Not that the pop maestro, who still commands film sets wearing a single sequined glove, is without his passionate detractors. NBA chairman and frequent op-ed columnist Spike Lee has derided MJ’s films as “okeydoke, sunshiney negro fairy tales where everybody plays pattycake in the cotton fields.” Jackson responded, “I don’t even know what he’s talking about. My films confront and transcend race and class, where I suspect he’d prefer I either wallowed in it or ignored it.” When, after the foiled terror plot for September 11, he led a contingent of filmmakers protesting the attempt of some Pentagon officials to funnel patriotic propaganda into studio films, Jackson drew controversy with the statement, “It would be more to their [the defense industry's] benefit than ours to generate a bunch of pro-war films that traffic in fear and xenophobia. For this and other reasons, I’m not entirely sure some elements within our government didn’t have a hand in the [9/11] plot.”
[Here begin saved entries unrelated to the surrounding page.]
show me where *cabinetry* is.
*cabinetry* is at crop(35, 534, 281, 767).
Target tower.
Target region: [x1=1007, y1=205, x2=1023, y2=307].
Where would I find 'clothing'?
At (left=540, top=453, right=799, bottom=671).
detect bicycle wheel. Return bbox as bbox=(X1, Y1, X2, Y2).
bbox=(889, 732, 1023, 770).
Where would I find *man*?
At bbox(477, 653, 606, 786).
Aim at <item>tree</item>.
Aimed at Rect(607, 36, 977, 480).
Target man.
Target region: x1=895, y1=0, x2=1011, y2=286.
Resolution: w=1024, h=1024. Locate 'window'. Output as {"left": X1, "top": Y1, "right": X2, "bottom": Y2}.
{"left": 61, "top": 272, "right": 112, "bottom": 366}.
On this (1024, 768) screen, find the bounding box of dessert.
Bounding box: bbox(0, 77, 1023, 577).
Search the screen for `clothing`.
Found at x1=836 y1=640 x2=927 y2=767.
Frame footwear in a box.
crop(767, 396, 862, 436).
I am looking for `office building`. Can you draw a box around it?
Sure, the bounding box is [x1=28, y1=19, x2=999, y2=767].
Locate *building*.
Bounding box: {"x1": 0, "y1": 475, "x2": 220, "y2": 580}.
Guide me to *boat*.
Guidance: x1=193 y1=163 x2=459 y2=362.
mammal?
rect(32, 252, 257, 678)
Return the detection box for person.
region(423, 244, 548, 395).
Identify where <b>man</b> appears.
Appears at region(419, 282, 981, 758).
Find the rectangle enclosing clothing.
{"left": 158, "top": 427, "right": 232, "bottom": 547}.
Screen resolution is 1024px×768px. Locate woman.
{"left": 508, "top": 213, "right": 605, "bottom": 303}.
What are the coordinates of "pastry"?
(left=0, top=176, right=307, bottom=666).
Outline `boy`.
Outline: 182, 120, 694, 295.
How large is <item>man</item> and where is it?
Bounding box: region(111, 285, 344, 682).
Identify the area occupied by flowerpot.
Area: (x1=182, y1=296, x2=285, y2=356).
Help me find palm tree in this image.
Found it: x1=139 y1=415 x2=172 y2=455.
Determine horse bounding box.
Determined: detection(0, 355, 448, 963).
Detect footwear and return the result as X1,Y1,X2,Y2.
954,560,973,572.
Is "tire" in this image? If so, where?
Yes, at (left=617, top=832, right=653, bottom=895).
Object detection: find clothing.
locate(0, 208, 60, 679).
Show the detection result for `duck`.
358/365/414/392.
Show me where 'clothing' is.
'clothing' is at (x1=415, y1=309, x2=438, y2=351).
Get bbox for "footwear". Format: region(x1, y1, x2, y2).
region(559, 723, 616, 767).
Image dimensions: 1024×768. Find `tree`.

“I guess his infantile worldview speaks for itself,” said actor Gary Sinise in response to this diatribe. “Our boys fighting overseas won’t be pleased to hear such comments coming from the King of Pop, over there playing in his Dubai sandbox with our enemies.” “Fighting where?” Jackson shot back. “This is 2004. We’re not at war.”

But MJ generally takes criticism in stride as much as he takes it personally. His serenity, he says, springs from his reasons for becoming a filmmaker in the first place: “Yes, I sit at the head of a big, powerful media corporation, but I try to bring something other than the standard corporate ethic, you know? I’m sorta like Willie Wonka, the version that Gene Wilder played. Corporate values drove me to success, but if you begin to live by them, you lose something of yourself and begin, even, to hate yourself. And I did, I did hate myself. As a kid, I tried to re-sculpt my face into something the world would accept and love. When I realized that it wasn’t my face or my soul that was the problem, I stopped carving away at them and began carving away at pieces of film– at this world that is so ugly and mean but hides so much beauty and possibility.”